The Food and Drug Administration has just approved a treatment for a very common ailment: double chins, which apparently affect around 70 percent of Americans. The treatment is a synthetic version of deoxycholic acid called Kybella.

Deoxycholic acid is a protein that helps the body break down fat. It is naturally present in the human body, but when it is injected, as Kybella will be, it dissolves cells. Kybella injections will destroy the membranes of the fat cells under patients’ chins and cause their bodies to absorb the fat.

The drug, the first ever approved for the treatment of what the FDA calls “moderate-to-severe fat below the chin,” or submental fat. Kybella is expected to debut this summer, and will be available through dermatologists and plastic surgeons. Kybella’s price will not be released until June when Kythera Biopharmaceuticals, the company that produces the drug, begins training physicians in its use.

The drug will be administered via up to fifty injections per treatment, and up to six treatments spaced at least one month apart may be used to give patients the results they want. Unlike current treatments for double chins, Kybella delivers permanent results.
As of now, the drug is only approved for use in the under-chin area, where fat collects in deposits just beneath the skin. The use of deoxycholic acid to dissolve fat stored deeper beneath the skin may be unsafe.

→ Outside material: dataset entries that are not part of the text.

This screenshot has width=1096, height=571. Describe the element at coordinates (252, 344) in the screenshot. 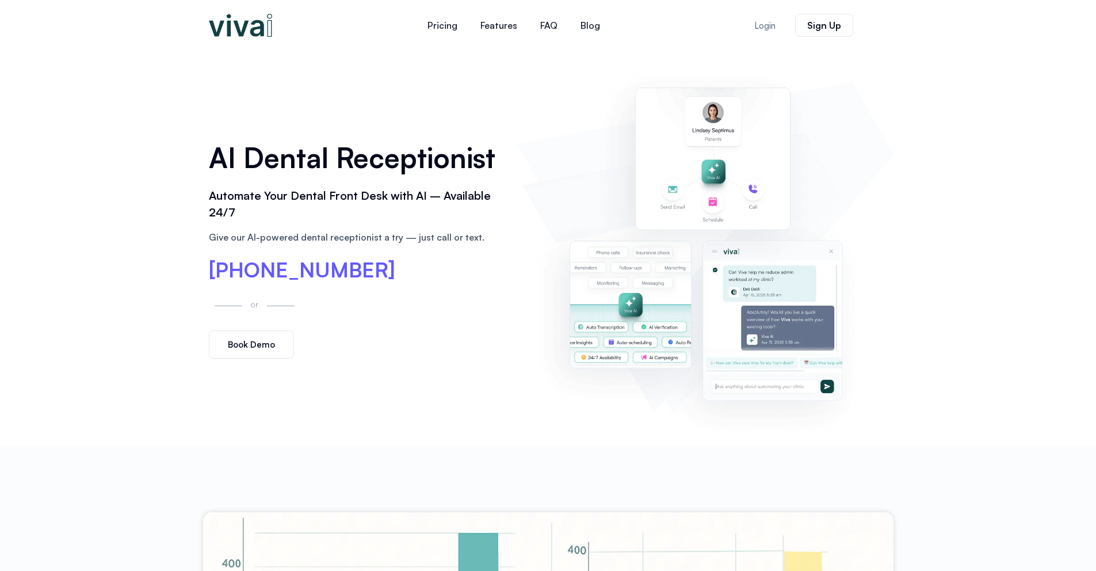

I see `a: Book Demo` at that location.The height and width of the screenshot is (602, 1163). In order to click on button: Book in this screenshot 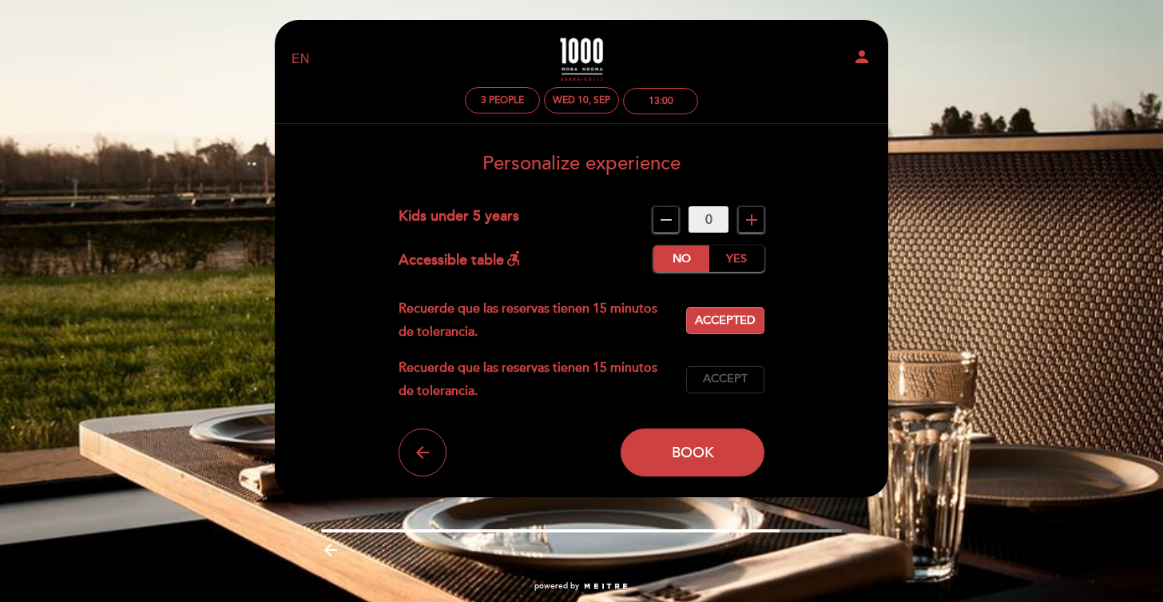, I will do `click(693, 452)`. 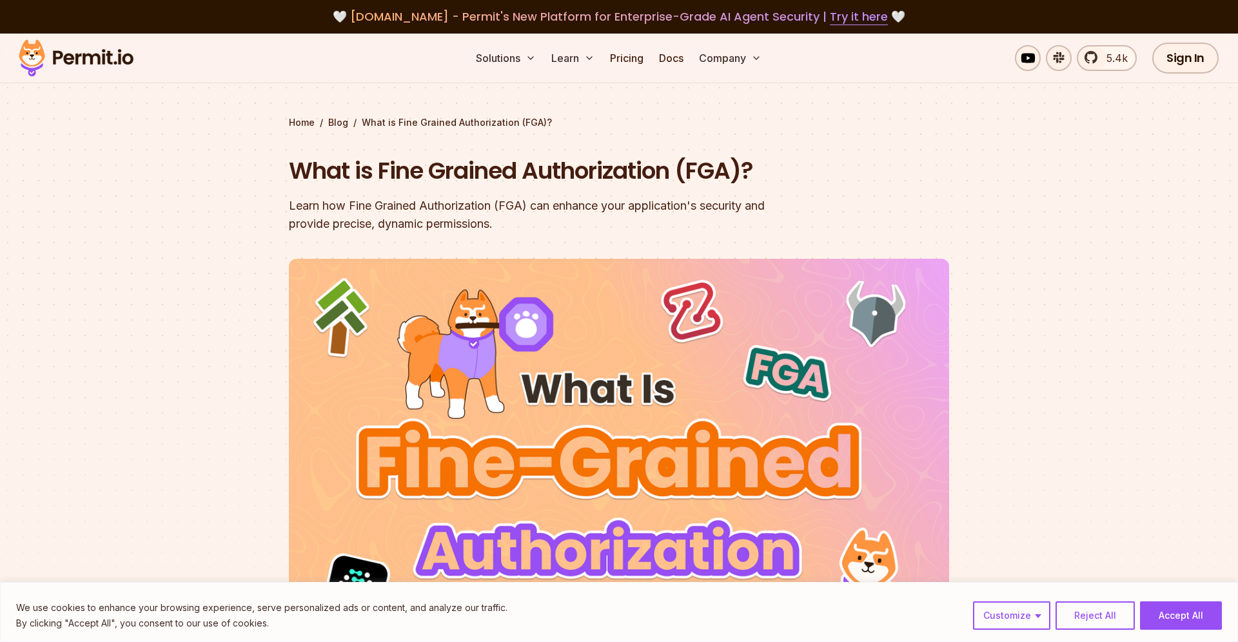 What do you see at coordinates (506, 58) in the screenshot?
I see `button: Solutions` at bounding box center [506, 58].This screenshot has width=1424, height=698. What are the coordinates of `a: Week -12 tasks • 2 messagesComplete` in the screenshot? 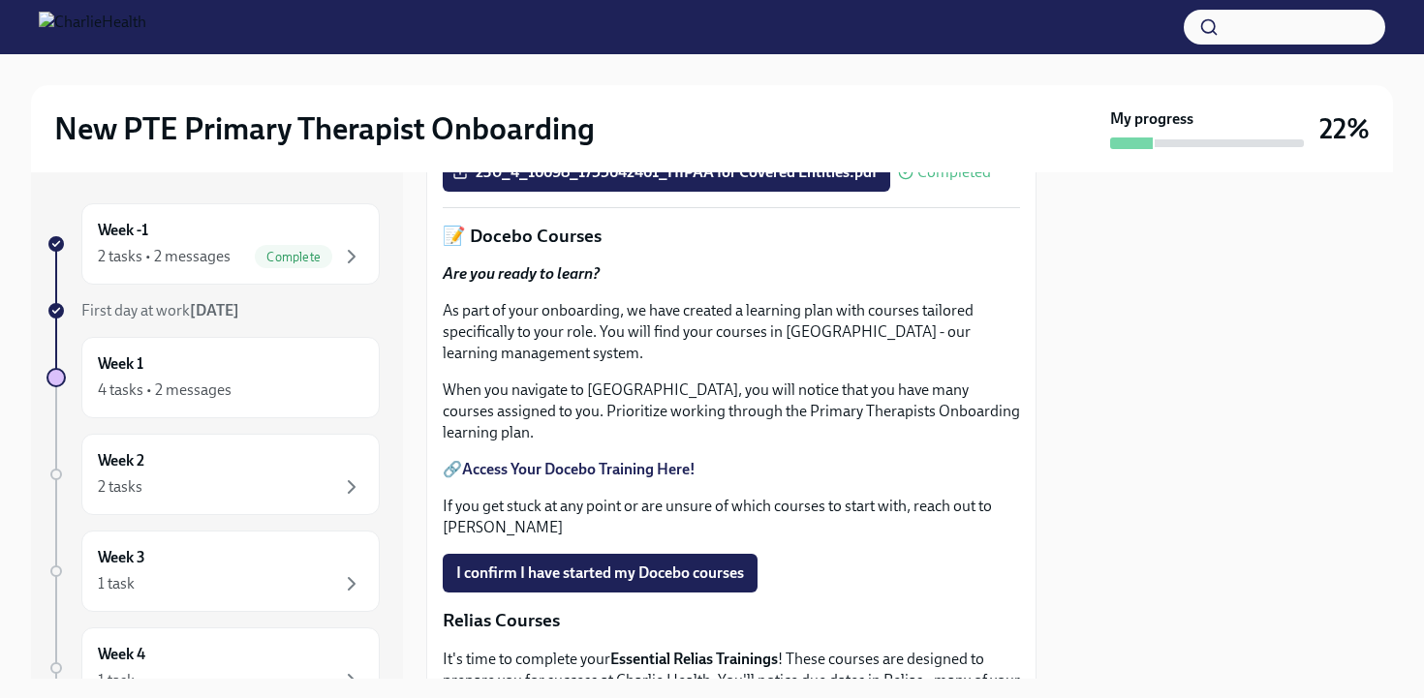 It's located at (213, 244).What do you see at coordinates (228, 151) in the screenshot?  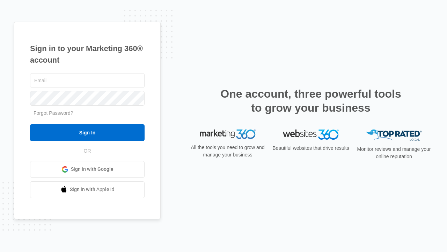 I see `p: All the tools you need to grow and manage your business` at bounding box center [228, 151].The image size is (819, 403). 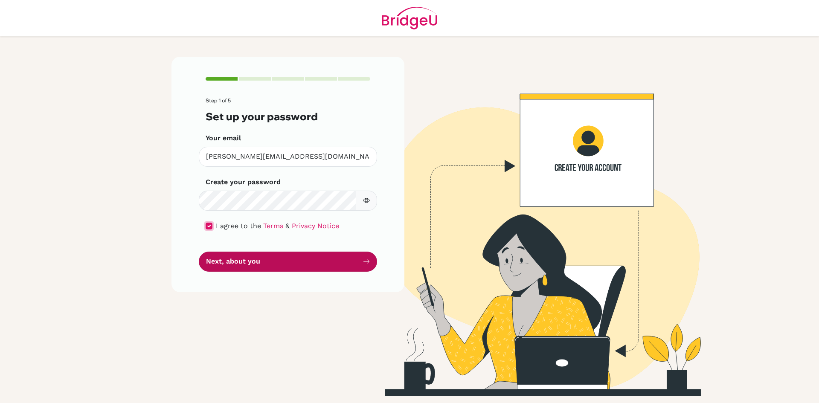 What do you see at coordinates (315, 226) in the screenshot?
I see `a: Privacy Notice` at bounding box center [315, 226].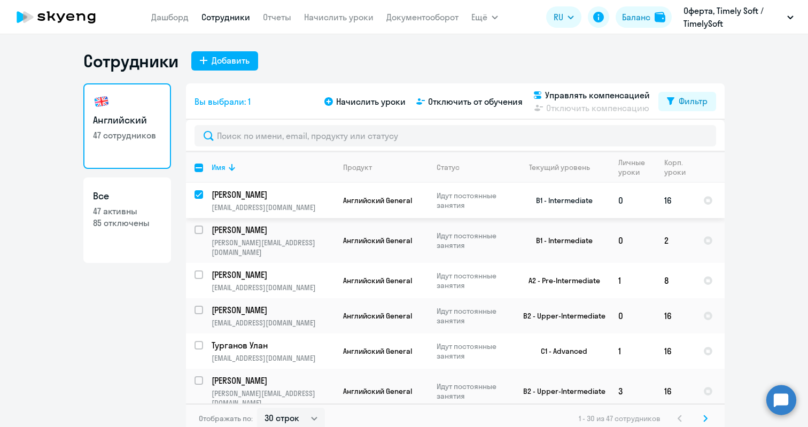  Describe the element at coordinates (273, 345) in the screenshot. I see `a: Турганов Улан` at that location.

The treatment may cause temporary inflammation and soreness at the injection site. The area may also become numb. Deoxcholic acid treatments have occasionally caused temporary nerve damage, but this side effect is rare, and has never been permanent.

In a clinical trial for Kybella, 79 percent of patients who underwent treatment were satisfied with the results. It has not been approved for the treatment of double chins caused by obesity. The drug is expected to have a similar price to other injectable cosmetic treatments like Botox or collagen.